While the movie’s first half moves fast and furious, wanting to garner something akin to the speedy spin of The War Room but lusting to be as smart-a*s as Wag the Dog, things begin to get hackneyed, though, once we hit the courtroom. The McCarthy-esque Republican Congressman Shelly Runyon, played in yet another transformation by Gary Oldman, begins to riffle through Laine’s past to dig up the dirt, and what does he find? Lo’ and behold, photos from a youthful Laine gangbang! Clinton never gave this good. (“I know it’s hard to tell with her face in someone’s crotch,” goes one line, “but that’s her, man.”) The Contender here shifts from critiquing politics to being caught up in the drama, while everyone involved ponders their part in it within a morality play. Runyon-sidekick Reginald Webster (Christian Slater) isn’t sure whether to run with the crowd or stop the exploitation. The President isn’t sure if he should stick with the chick or go back to another-white-guy Hathaway.
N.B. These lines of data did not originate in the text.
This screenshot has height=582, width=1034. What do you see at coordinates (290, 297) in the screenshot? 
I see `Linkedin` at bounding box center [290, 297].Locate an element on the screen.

And Laine sits stone-faced and mute the whole time–refusing to say if she was involved and leaving the audience undecided as to who the good guy is after all.
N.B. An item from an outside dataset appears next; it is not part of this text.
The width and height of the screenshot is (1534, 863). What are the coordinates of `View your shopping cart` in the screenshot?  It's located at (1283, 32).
It’s hard not to want to cheer for a movie that includes lines of dialogue like, “When she came out, she was covered in cum.” Certainly, the sexual politics of The Contender don’t simply parallel modern political hijinks, but make Clinton, Monica, and their shared cigar look tame in comparison. Yet while Writer/Director Rod Lurie may prove only an ex-film critic turned filmmaker would put lines like that in a movie like this, it’s too bad the framework on which is hung such a provocative mix of sex-and-politics is so cliched. “It’s simply beneath my dignity,” we are informed by Laine regarding her involvement in the so-called sexual depravity plot. For many of us these days, though, it’s not beneath our dignity–that’s exactly where we want to go.
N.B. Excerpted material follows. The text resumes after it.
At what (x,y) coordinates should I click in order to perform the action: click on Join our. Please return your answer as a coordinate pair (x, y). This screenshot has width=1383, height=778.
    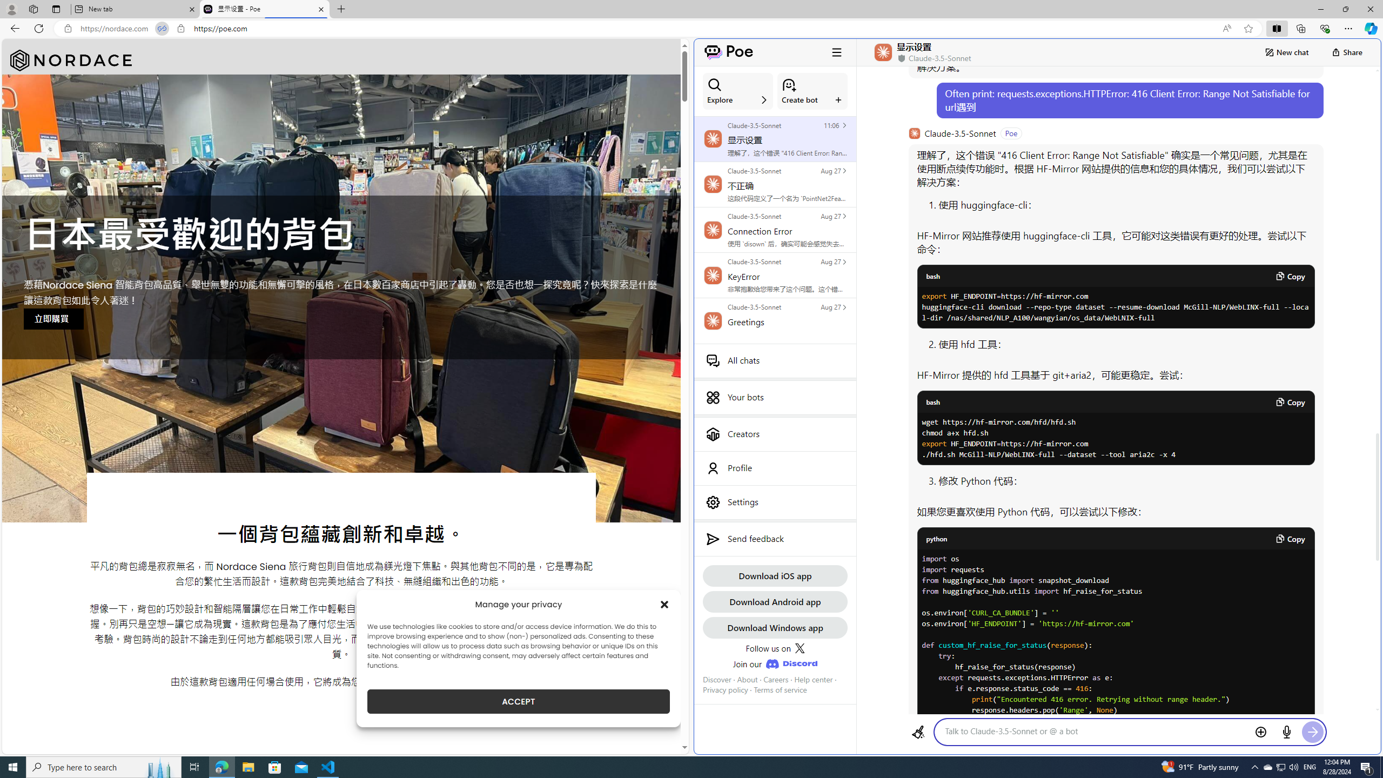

Unluckily, the final answer for Lurie in The Contender is so chock full of polemics in virtue and honor and truth and hope, that it makes the complex conflicts of reality into ignored step-children. The one trick-pony Lurie pops out at the end doesn’t do much to explode the heavy-handed and moralistic rhetoric he has heaped up around it, and it’s really too bad because there is much here to like. There’s something truly refreshing in the relentlessness of Lurie’s anti-action movies (he also created the similarly political Deterrence), wherein people stand in rooms, sit in cars, talking and talking all the while. Individual performances go from good to great, with good including Slater and Sam Elliott as a presidential advisor. Oldman and Allen are great, especially cast as characters who become more like caricatures by the film’s end. And the camera itself occasionally rears itself up as an aggressive character as well, most interestingly in a shot involving a paparazzi-like pursuit down a double-staircase.
“Who are we if we are not what we believe?”, The Contender asks, near its close. Indeed, it seems The Contender, and quite possibly Lurie, cannot quite decided whether to be for or against the virtuous, the establishment, or Hollywood itself for that matter. The Contender, by its close, is so busy trying to be everything, it has a hard time being something.